Streams

Being Able To Describe What Your Company Is Capable Of In A Machine Readable Way

Casually describing what your company does to another person shouldn’t be too difficult for most employees. However, being able to articulate what your company does in a way that other systems and applications can understand always takes a little more work, even for the simplest of tasks. Saying that we can sell you a product online is one thing to say to another person, but articulated how that gets accomplished in a machine readable way takes a little more knowledge of APIs, and machine readable specifications like OpenAPI or Postman Collections.

Can you describe what your company is capable of? Now can you share that with other systems in a common machine readable format? How do I see a menu of services, or a catalog products?
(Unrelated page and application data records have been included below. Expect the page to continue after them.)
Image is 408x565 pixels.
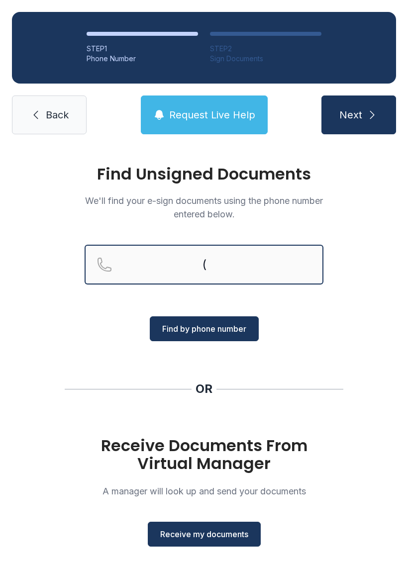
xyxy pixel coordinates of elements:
[195,381,212,397] div: OR
[162,323,246,335] span: Find by phone number
[169,108,255,122] span: Request Live Help
[85,437,323,472] h1: Receive Documents From Virtual Manager
[339,108,362,122] span: Next
[160,528,248,540] span: Receive my documents
[87,54,198,64] div: Phone Number
[210,54,321,64] div: Sign Documents
[46,108,69,122] span: Back
[85,245,323,284] input: Reservation phone number
[210,44,321,54] div: STEP 2
[85,166,323,182] h1: Find Unsigned Documents
[85,194,323,221] p: We'll find your e-sign documents using the phone number entered below.
[87,44,198,54] div: STEP 1
[85,484,323,498] p: A manager will look up and send your documents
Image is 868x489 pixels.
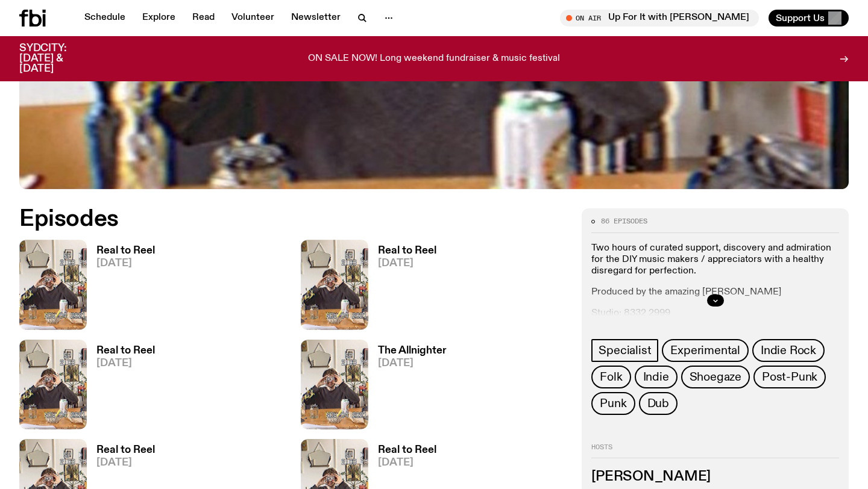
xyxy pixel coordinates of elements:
[78,10,132,26] a: Schedule
[96,445,155,455] h3: Real to Reel
[591,392,635,415] a: Punk
[96,457,155,468] span: [DATE]
[635,365,677,388] a: Indie
[378,245,436,256] h3: Real to Reel
[135,10,183,26] a: Explore
[96,258,155,268] span: [DATE]
[378,346,446,355] h3: The Allnighter
[662,339,748,362] a: Experimental
[20,43,96,74] h3: SYDCITY: [DATE] & [DATE]
[378,358,446,368] span: [DATE]
[308,54,560,64] p: ON SALE NOW! Long weekend fundraiser & music festival
[670,344,740,357] span: Experimental
[762,370,817,383] span: Post-Punk
[689,370,741,383] span: Shoegaze
[86,346,155,430] a: Real to Reel[DATE]
[591,365,631,388] a: Folk
[224,10,281,26] a: Volunteer
[591,470,839,483] h3: [PERSON_NAME]
[96,245,155,256] h3: Real to Reel
[368,346,446,430] a: The Allnighter[DATE]
[591,243,839,277] p: Two hours of curated support, discovery and admiration for the DIY music makers / appreciators wi...
[96,358,155,368] span: [DATE]
[86,245,155,329] a: Real to Reel[DATE]
[598,344,651,357] span: Specialist
[378,457,436,468] span: [DATE]
[776,13,824,24] span: Support Us
[20,209,567,230] h2: Episodes
[600,370,622,383] span: Folk
[647,397,669,410] span: Dub
[284,10,348,26] a: Newsletter
[600,218,647,224] span: 86 episodes
[378,258,436,268] span: [DATE]
[752,339,824,362] a: Indie Rock
[20,240,86,329] img: Jasper Craig Adams holds a vintage camera to his eye, obscuring his face. He is wearing a grey ju...
[185,10,222,26] a: Read
[378,445,436,455] h3: Real to Reel
[600,397,626,410] span: Punk
[768,10,848,26] button: Support Us
[560,10,759,26] button: On AirUp For It with [PERSON_NAME]
[760,344,816,357] span: Indie Rock
[639,392,677,415] a: Dub
[20,340,86,430] img: Jasper Craig Adams holds a vintage camera to his eye, obscuring his face. He is wearing a grey ju...
[301,340,368,430] img: Jasper Craig Adams holds a vintage camera to his eye, obscuring his face. He is wearing a grey ju...
[591,443,839,458] h2: Hosts
[96,346,155,355] h3: Real to Reel
[368,245,436,329] a: Real to Reel[DATE]
[681,365,750,388] a: Shoegaze
[591,339,658,362] a: Specialist
[643,370,669,383] span: Indie
[301,240,368,329] img: Jasper Craig Adams holds a vintage camera to his eye, obscuring his face. He is wearing a grey ju...
[753,365,826,388] a: Post-Punk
You build a website for humans to browse, why don’t you have a way for other systems and applications to access a menu of services, and catalog of products? Hopefully your website provides a clear and concise explanation of what your company does for people who visit, now what are you telling to other bots, partner systems, and other potential application integrations? Defining this list of corporate capabilities for use in other systems and applications is why everyone is doing APIs today.

APIs are about taking your enterprise technological infrastructure and reducing things down to the small unit of compute as possible, defining it as an individual service, then wrapping in a set of APIs for accessing and putting this enterprise capability to use. When you have a service, accessible via a set of simple web APIs, you can then get to work defining each API driven capability as an OpenAPI, or Postman Collection–articulating each capability, as an executable, machine readable capability that you can share internally, with partners, and other 3rd party integration opportunities. Allowing you to describe what your company is capable of in a machine readable way.

This process isn’t something that happens over night. I takes time to discover, define, design, and deliver enterprise capabilities in this way. The API journey to make this happen will be different for each enterprise organization, but the end result should be the same–allowing the enterprise to define and make available everything it is capable of, and effectively articulate this value to others. It is something that will help make internal projects more efficient, and contribute to reducing friction when it comes to working with partners, and other trusted 3rd party developers. Being able to effectively articulate what your company is capable of to others in a machine readable way will be essential to doing business online in coming years–if you can’t articulate what you are capable of in an automatable way, you won’t be able to rise to the top of your industry.